I had some goals when I started on this.

  1. Keep it simple.
  2. Focus on what I am good at doing.

Keeping it simple

I use MySQL.  I didn't try to make it work with every possible database.  In fact, it only uses the mysqli PHP extenstion.  The few objects (CAPTCHA) are all PHP 5 objects.  I don't plan to worry about PHP 4.  The templates don't use a template language.  They use plain old PHP.  The are scoped to protect template authors from global scope.  There are only 6 files required to make a new template.  There are just 589 lines of code in the forward facing scripts.  The admin has 2,446.

What am I good at doing?

I write PHP/MySQL code that has to work fast for a living.  It is what I get paid to do.  I am not a designer.  I am not a spam catching wizard.  I don't write cool javascript widgets.  So, I focused on the PHP/MySQL parts of the code.  For templates, I used designs that are released under the Creative Commons license.  I use Akismet and the CAPTCHA libraries from Phorum for spam catching.  I used the YUI Rich Editor for the admin where I needed a WYSIWYG widget.  I even link to the YUI sources that are hosted by Yahoo.  No sense taking on that bandwidth or storage.

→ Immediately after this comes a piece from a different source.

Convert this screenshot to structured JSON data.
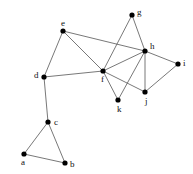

So, what does it do you ask?  Well, here are some of the features:

  • WYSIWYG editing via YUI.
  • Comments with optional CAPTCHA and/or Akismet.
  • Custom pages can be created.
  • Tagging of posts
  • Custom publish dates
  • Automatic Pingback support
  • Friendly URL support with mod_rewrite
  • 5 Templates in first release.  Easy to build more.
  • Email notifications to authors

There are some things missing of course.  Internationalization of both the admin and templates is a big one.  There is no current search engine for blog posts.  There is no "blog roll" type of feature.  There is no date based archive.  And I am sure there is more missing.  And I am sure there are bugs.

But, if you would like to try out yet another PHP application, I welcome you to give it a try.  The code is hosted at Google Code.  It is a BSD licensed application.